You must cut off my Dravidian tongue
When I speak with guttural tones and a plausible yell
You must sew a new tongue where the old stub
Swells with an urge to stutter and swear
It must be English Medicine that you put
on the amputation
The herbs and moonlight will no longer cure me
It has to be English needles that you join my new
Tongue to the old one
Or better still, place both together at forty five degrees
So when I speak, I will put out a two-headed serpent
Pink with vessels and new with life
I will mix poison with milk and make honey
That I may soon forget what it meant in my town
Dress like simple man from the south
In a starched white shirt and a white mundu
But my language is the Crown, India-made
Baked in dusty classrooms with leaf-roofs,
Sung with missed rhythm in nursery rhymes
Perfected in the call center where I speak
To unseen voices about broken ovens
Televisions with wifi I have only seen in the shops
At Anna Nagar
Spoken with two extra syllables and a thick
Dark accent they call Indian.
You must write all the books in this foreign tongue
Place it before me, teach me to hate the anarchy and the mayhem
To dissent and disagree, earn a European degree
Form new bills and make a policy, tie it with a red thread
And bring it back home, try to explain and know they won't care
In English everything is right, bare
Is the language my mother put in me
When she fed me milk, she called me the sweet bird,
The rabbit cub, showed me the moon, male.
But when I don this new face at the new job
I have to be the way my foster-mother taught me
To imitate, to force out sounds that I do not have
And to find a comfort I know I never will.
This poem has not been translated into any other language yet.
I would like to translate this poem
Good poem. Delving deep into the cultural and linguistic conflict faced by the current generation, when one lives in a globalised environment.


◆ What you should do ◆
Every line below that holds the string "Filterbeispiel" should be copied out.

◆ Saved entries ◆
=== Section Start ===

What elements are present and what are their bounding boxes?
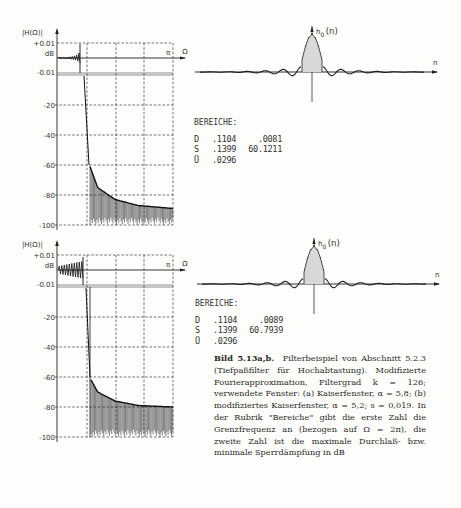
tick-label: -80	[44, 192, 55, 200]
tick-label: -100	[39, 222, 55, 230]
magnitude-plot-0: |H(Ω)|+0.01dB-0.01-20-40-60-80-100πΩ	[22, 28, 188, 230]
figure-caption-text: Filterbeispiel von Abschnitt 5.2.3 (Tief…	[214, 353, 426, 457]
bereiche-table-a: BEREICHE: D.1104.0081 S.139960.1211 Ü.02…	[194, 118, 282, 165]
bereiche-row-ue: Ü.0296	[194, 155, 282, 166]
y-axis-arrow-icon	[55, 28, 59, 34]
main-lobe	[302, 34, 322, 72]
x-axis-label: Ω	[182, 260, 188, 268]
bereiche-row-ue: Ü.0296	[195, 336, 283, 347]
tick-label: +0.01	[34, 40, 55, 48]
tick-label: -0.01	[37, 281, 55, 289]
transition-band	[86, 288, 90, 377]
h0-axis-label: h0(n)	[316, 26, 338, 38]
tick-label: -60	[44, 162, 55, 170]
tick-label: -60	[44, 374, 55, 382]
stopband-lobes	[90, 166, 173, 225]
y-axis-label: |H(Ω)|	[22, 241, 43, 249]
bereiche-title: BEREICHE:	[194, 118, 282, 129]
tick-label: -20	[44, 102, 55, 110]
n-axis-label: n	[435, 271, 439, 279]
y-axis-arrow-icon	[55, 240, 59, 246]
tick-label: +0.01	[34, 252, 55, 260]
h-axis-arrow-icon	[312, 238, 315, 244]
y-axis-label: |H(Ω)|	[22, 29, 43, 37]
pi-tick-label: π	[166, 261, 171, 269]
bereiche-title: BEREICHE:	[195, 299, 283, 310]
bereiche-row-s: S.139960.1211	[194, 144, 282, 155]
bereiche-table-b: BEREICHE: D.1104.0089 S.139960.7939 Ü.02…	[195, 299, 283, 346]
n-axis-label: n	[433, 59, 437, 67]
stopband-envelope	[91, 380, 173, 407]
tick-label: -40	[44, 132, 55, 140]
magnitude-plot-1: |H(Ω)|+0.01dB-0.01-20-40-60-80-100πΩ	[22, 240, 188, 442]
n-axis-arrow-icon	[434, 282, 440, 286]
figure-caption: Bild 5.13a,b. Filterbeispiel von Abschni…	[214, 353, 426, 459]
main-lobe	[304, 246, 324, 284]
transition-band	[84, 76, 89, 165]
tick-label: -100	[39, 434, 55, 442]
tick-label: -0.01	[37, 69, 55, 77]
bereiche-row-s: S.139960.7939	[195, 325, 283, 336]
impulse-plot-0: h0(n)n	[195, 26, 438, 102]
h-axis-arrow-icon	[310, 26, 313, 32]
pi-tick-label: π	[166, 49, 171, 57]
x-axis-label: Ω	[182, 48, 188, 56]
tick-label: -20	[44, 314, 55, 322]
tick-label: -40	[44, 344, 55, 352]
bereiche-row-d: D.1104.0089	[195, 315, 283, 326]
unit-label: dB	[45, 262, 54, 270]
stopband-lobes	[91, 380, 173, 437]
bereiche-row-d: D.1104.0081	[194, 134, 282, 145]
n-axis-arrow-icon	[432, 70, 438, 74]
unit-label: dB	[45, 50, 54, 58]
x-axis-arrow-icon	[180, 56, 186, 59]
figure-label: Bild 5.13a,b.	[214, 353, 274, 363]
x-axis-arrow-icon	[180, 268, 186, 271]
tick-label: -80	[44, 404, 55, 412]
h0-axis-label: h0(n)	[318, 238, 340, 250]
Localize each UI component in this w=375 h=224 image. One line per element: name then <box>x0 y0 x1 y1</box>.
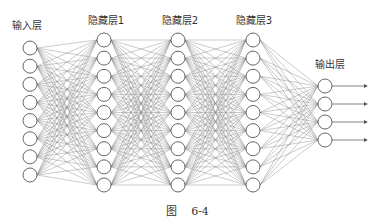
connection-edge <box>260 122 318 185</box>
hidden2-neuron <box>171 142 185 156</box>
hidden-layer-3-label: 隐藏层3 <box>236 12 272 27</box>
output-neuron <box>318 79 332 93</box>
connection-edge <box>260 40 318 86</box>
output-arrows <box>332 86 367 140</box>
connection-edge <box>260 58 318 86</box>
hidden1-neuron <box>97 33 111 47</box>
connection-edge <box>37 175 97 185</box>
input-neuron <box>23 41 37 55</box>
hidden3-neuron <box>246 124 260 138</box>
input-neuron <box>23 132 37 146</box>
figure-caption: 图6-4 <box>0 202 375 218</box>
input-neuron <box>23 95 37 109</box>
hidden3-neuron <box>246 87 260 101</box>
output-neuron <box>318 97 332 111</box>
hidden1-neuron <box>97 142 111 156</box>
hidden3-neuron <box>246 106 260 120</box>
caption-number: 6-4 <box>191 205 209 218</box>
output-layer-label: 输出层 <box>315 56 345 71</box>
hidden2-neuron <box>171 124 185 138</box>
hidden3-neuron <box>246 69 260 83</box>
hidden1-neuron <box>97 87 111 101</box>
input-layer-label: 输入层 <box>12 17 42 32</box>
hidden-layer-2-label: 隐藏层2 <box>162 12 198 27</box>
connection-edge <box>260 140 318 185</box>
hidden2-neuron <box>171 178 185 192</box>
connection-edge <box>260 76 318 86</box>
neural-network-diagram <box>0 0 375 224</box>
hidden3-neuron <box>246 51 260 65</box>
input-neuron <box>23 168 37 182</box>
hidden2-neuron <box>171 69 185 83</box>
input-neuron <box>23 59 37 73</box>
hidden3-neuron <box>246 178 260 192</box>
hidden-layer-1-label: 隐藏层1 <box>88 12 124 27</box>
hidden1-neuron <box>97 106 111 120</box>
hidden2-neuron <box>171 87 185 101</box>
hidden1-neuron <box>97 69 111 83</box>
hidden2-neuron <box>171 51 185 65</box>
output-neuron <box>318 133 332 147</box>
input-neuron <box>23 77 37 91</box>
connection-edge <box>260 86 318 185</box>
hidden3-neuron <box>246 160 260 174</box>
hidden1-neuron <box>97 160 111 174</box>
hidden2-neuron <box>171 106 185 120</box>
input-neuron <box>23 150 37 164</box>
output-neuron <box>318 115 332 129</box>
hidden3-neuron <box>246 142 260 156</box>
caption-prefix: 图 <box>166 205 177 218</box>
hidden2-neuron <box>171 33 185 47</box>
input-neuron <box>23 114 37 128</box>
hidden1-neuron <box>97 124 111 138</box>
connection-edge <box>260 86 318 149</box>
hidden1-neuron <box>97 51 111 65</box>
hidden2-neuron <box>171 160 185 174</box>
hidden3-neuron <box>246 33 260 47</box>
hidden1-neuron <box>97 178 111 192</box>
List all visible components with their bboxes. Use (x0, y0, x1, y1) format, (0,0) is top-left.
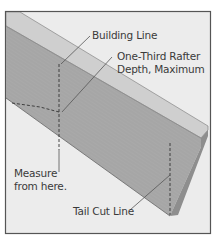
label-measure-1: Measure (14, 167, 57, 179)
label-measure-2: from here. (14, 180, 67, 192)
label-one-third-2: Depth, Maximum (117, 63, 205, 75)
diagram-frame: Building Line One-Third Rafter Depth, Ma… (0, 0, 216, 239)
rafter-diagram: Building Line One-Third Rafter Depth, Ma… (0, 0, 216, 239)
label-building-line: Building Line (92, 29, 157, 41)
label-tail-cut-line: Tail Cut Line (72, 205, 134, 217)
label-one-third-1: One-Third Rafter (117, 50, 201, 62)
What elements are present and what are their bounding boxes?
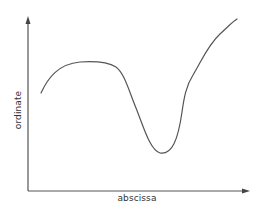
x-axis-label: abscissa: [117, 194, 156, 203]
chart-svg: [0, 0, 260, 209]
data-curve: [41, 19, 237, 153]
y-axis-label: ordinate: [14, 91, 23, 129]
chart-figure: abscissa ordinate: [0, 0, 260, 209]
x-axis-arrow-icon: [242, 189, 250, 194]
y-axis-arrow-icon: [26, 16, 31, 24]
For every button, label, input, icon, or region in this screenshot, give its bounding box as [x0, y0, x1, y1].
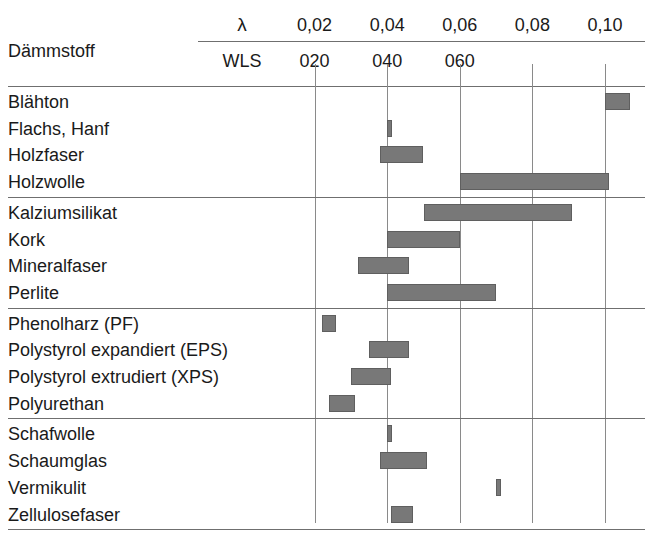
bar-perlite [387, 284, 496, 301]
axis-wls-label: WLS [212, 48, 272, 74]
row-label-schafwolle: Schafwolle [8, 421, 95, 447]
bottom-rule [8, 529, 645, 530]
bar-holzwolle [460, 173, 609, 190]
bar-zellulosefaser [391, 506, 413, 523]
row-label-kork: Kork [8, 227, 45, 253]
row-label-perlite: Perlite [8, 280, 59, 306]
bar-flachs-hanf [387, 120, 392, 137]
axis-lambda-tick-1: 0,04 [355, 12, 419, 38]
axis-lambda-tick-0: 0,02 [283, 12, 347, 38]
row-label-holzwolle: Holzwolle [8, 169, 85, 195]
row-label-holzfaser: Holzfaser [8, 142, 84, 168]
row-label-zellulosefaser: Zellulosefaser [8, 502, 120, 528]
group-separator-1 [8, 197, 645, 198]
axis-lambda-row: λ0,020,040,060,080,10 [0, 12, 652, 38]
axis-lambda-tick-3: 0,08 [500, 12, 564, 38]
bar-polyurethan [329, 395, 354, 412]
group-separator-3 [8, 418, 645, 419]
axis-lambda-symbol: λ [212, 12, 272, 38]
row-label-polyurethan: Polyurethan [8, 391, 104, 417]
row-label-polystyrol-expandiert-eps: Polystyrol expandiert (EPS) [8, 337, 228, 363]
bar-schafwolle [387, 425, 392, 442]
axis-lambda-tick-4: 0,10 [573, 12, 637, 38]
group-separator-2 [8, 308, 645, 309]
gridline-3 [532, 64, 533, 523]
bar-polystyrol-extrudiert-xps [351, 368, 391, 385]
row-label-mineralfaser: Mineralfaser [8, 253, 107, 279]
bar-kalziumsilikat [424, 204, 573, 221]
bar-kork [387, 231, 460, 248]
bar-schaumglas [380, 452, 427, 469]
axis-wls-row: WLS020040060 [0, 48, 652, 74]
row-label-vermikulit: Vermikulit [8, 475, 86, 501]
bar-phenolharz-pf [322, 315, 337, 332]
bar-vermikulit [496, 479, 501, 496]
row-label-flachs-hanf: Flachs, Hanf [8, 116, 109, 142]
axis-lambda-tick-2: 0,06 [428, 12, 492, 38]
header-rule-lambda [198, 41, 645, 42]
insulation-lambda-chart: λ0,020,040,060,080,10WLS020040060Dämmsto… [0, 0, 652, 540]
row-label-bl-hton: Blähton [8, 89, 69, 115]
row-label-phenolharz-pf: Phenolharz (PF) [8, 311, 139, 337]
page-title: Dämmstoff [8, 38, 95, 64]
gridline-4 [605, 64, 606, 523]
bar-mineralfaser [358, 257, 409, 274]
bar-holzfaser [380, 146, 424, 163]
row-label-polystyrol-extrudiert-xps: Polystyrol extrudiert (XPS) [8, 364, 219, 390]
bar-bl-hton [605, 93, 630, 110]
header-rule-bottom [8, 86, 645, 87]
row-label-kalziumsilikat: Kalziumsilikat [8, 200, 117, 226]
row-label-schaumglas: Schaumglas [8, 448, 107, 474]
bar-polystyrol-expandiert-eps [369, 341, 409, 358]
gridline-0 [315, 64, 316, 523]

=== Section End ===

◆ The completed task ◆
figure-caption-text: Filterbeispiel von Abschnitt 5.2.3 (Tief…	[214, 353, 426, 457]
figure-caption: Bild 5.13a,b. Filterbeispiel von Abschni…	[214, 353, 426, 459]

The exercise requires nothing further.